There were still a few harpers in the early 19th century who played on brass wire-strung harps, and who had been taught by teachers who themselves had been taught in a succession from the medieval harpers. Attempts were made to continue this line by setting up "societies"; poor blind boys were taught by Arthur O’Neill and Patrick Quin1. One or two became good harpers: Valentine Rennie2 became master of the Belfast harp school, while Patrick Byrne3 had a successful career touring Ireland and Scotland, playing before royalty and appearing in early photographs. However the societies themselves did not last and these individual harpers - oddities out of their time, did not manage to train successors. The last living appears to have been Patrick Murney, who explained stringing to James Laverty in 18824. Robert Bruce Armstrong was excited to find a category for wire-strung Irish harp in the first Feis Ceoil in 1897, and booked a front row seat so as to be able to take notes on technique, but there were no competitors5.

One reason why the Gaelic harp declined and disappeared during the 19th Century may be that its place as the "Irish harp" was usurped by a newly invented harp. John Egan was a Dublin harpmaker; his main business was pedal harps. He was comissioned by the harp societies mentioned above to build them harps with wire strings6, which seem to have used spare pedal harp bodies7. Between 1812-1819 he also developed a completely new kind of harp, being a smaller version of the pedal harp, using gut strings, finger ditals on the forepillar to operate the semitone mechanisms, and with a curving romantic profile8. Egan describes this as the "New improved portable Irish harp, invented by John Egan, pedal harp maker, Dublin"9. It is more commonly known as the Egan Royal Portable.

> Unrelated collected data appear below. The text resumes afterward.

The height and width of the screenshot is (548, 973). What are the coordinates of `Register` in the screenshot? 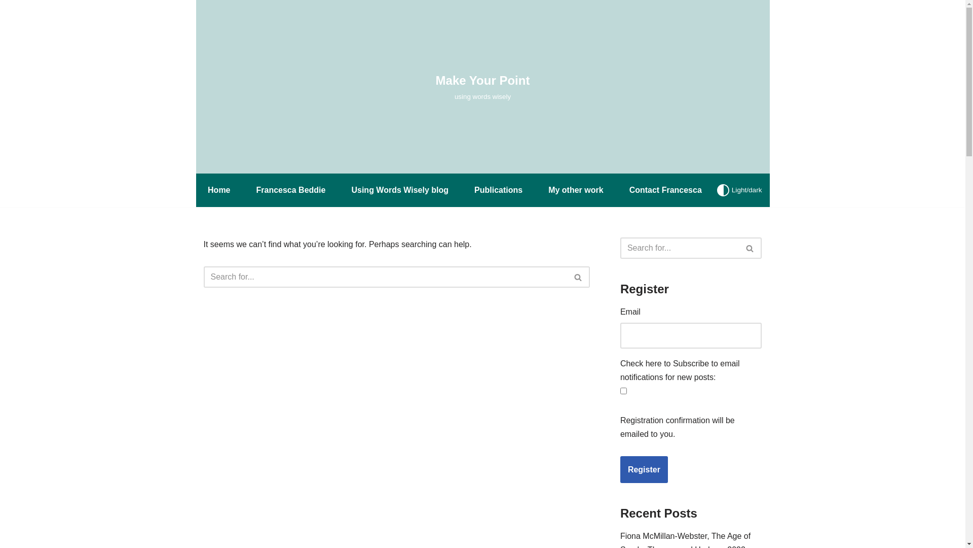 It's located at (644, 469).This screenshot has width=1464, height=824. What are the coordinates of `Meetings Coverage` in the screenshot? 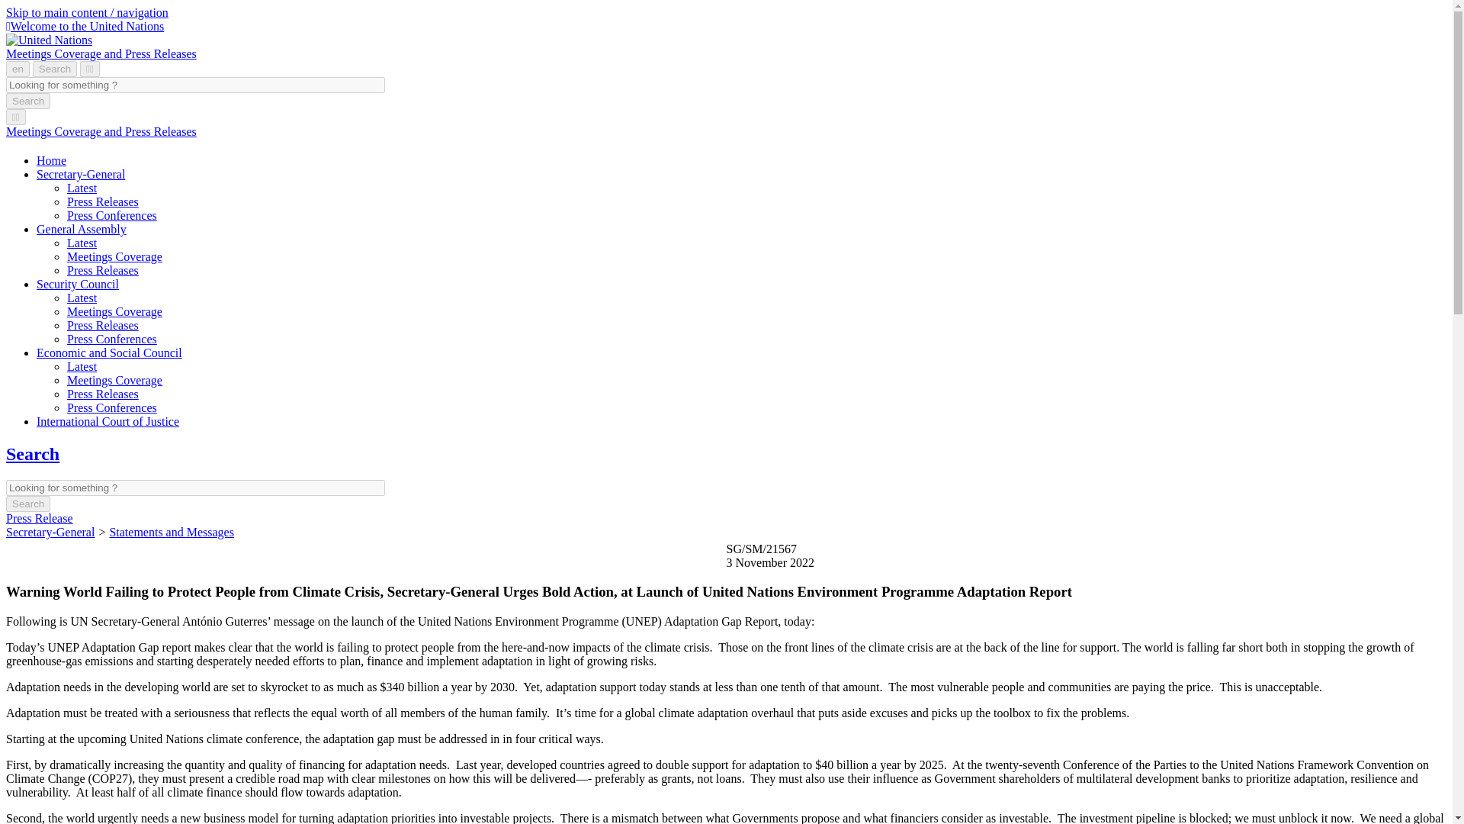 It's located at (114, 256).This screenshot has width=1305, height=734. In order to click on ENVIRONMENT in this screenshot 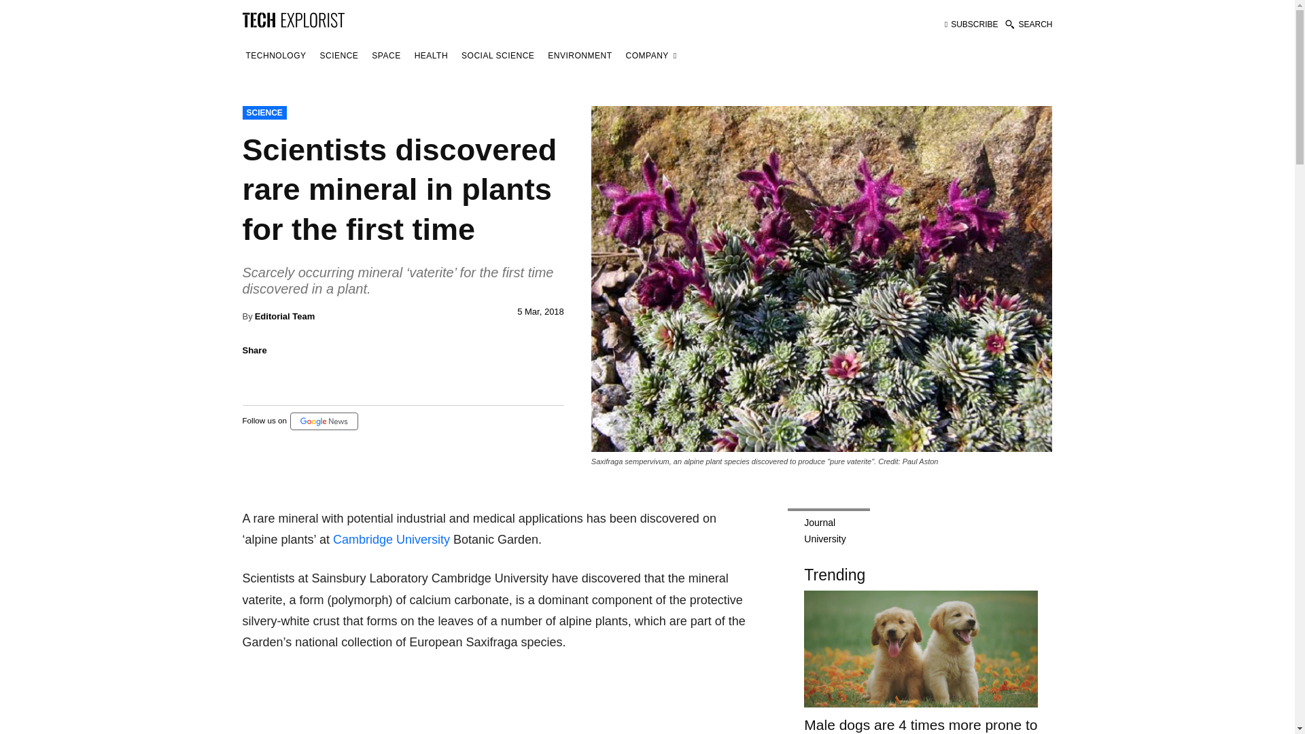, I will do `click(579, 56)`.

Egan's new Portable Irish harp was marketed primarily to aristocratic ladies - the "strings, tuning, fingering etc. are exactly the same as the pedal harp" according to a contemporary advert10. These instruments with their gut strings and semitone mechanisms, and curving shape and diminutive size, came to be seen as the archetypal Irish harp.

Glen harp at Kingussie
Glen harp
© K Sanger

Amy Murray with gut-strung harp
Amy Murray
© K Sanger

George Haarnack with gut-strung harp
G. Haarnack
© Moira
Bonnington

Egan's portable harps fell out of fashion in the mid 19th century, but there was another harp revival in the last decade or so of the century. London makers such as Morley started producing simpler imitations of the Egan designs for the Irish market. In Scotland in 1892, the president of the Mod, Lord Archibald Campbell, was initially keen that Gaelic singing should be accompanied by the harp, and commissioned wire-strung copies of the Queen Mary harp from the Edinburgh instrument maker Glen. However by 1896 these had been replaced with harps that while retaining the medieval look, were completely redesigned by the London makers Haarnack, to have a pedal-harp style soundbox, gut strings and semitone mechanisms.11

So in the space of 100 years, a harp tradition stretching back a thousand or more years had become extinct in both Scotland and Ireland, and a completely new harp tradition had evolved in those areas, based on the European classical harp. Beyond the playing of certain melodies, there was no musical or technical connection between the two traditions; the modern "celtic harp" with its pedal-harp style soundbox, gut or nylon strings and semitone levers is a direct descendent of Egan's invention. The most interesting thing is that the terms such as "Irish harp" and "clarsach", its national symbolism, its romantic and mythological associations, in fact all of the non-musical and non-technical baggage that the harp has always carried along with it12, was transferred from the former to the latter with almost no interruption.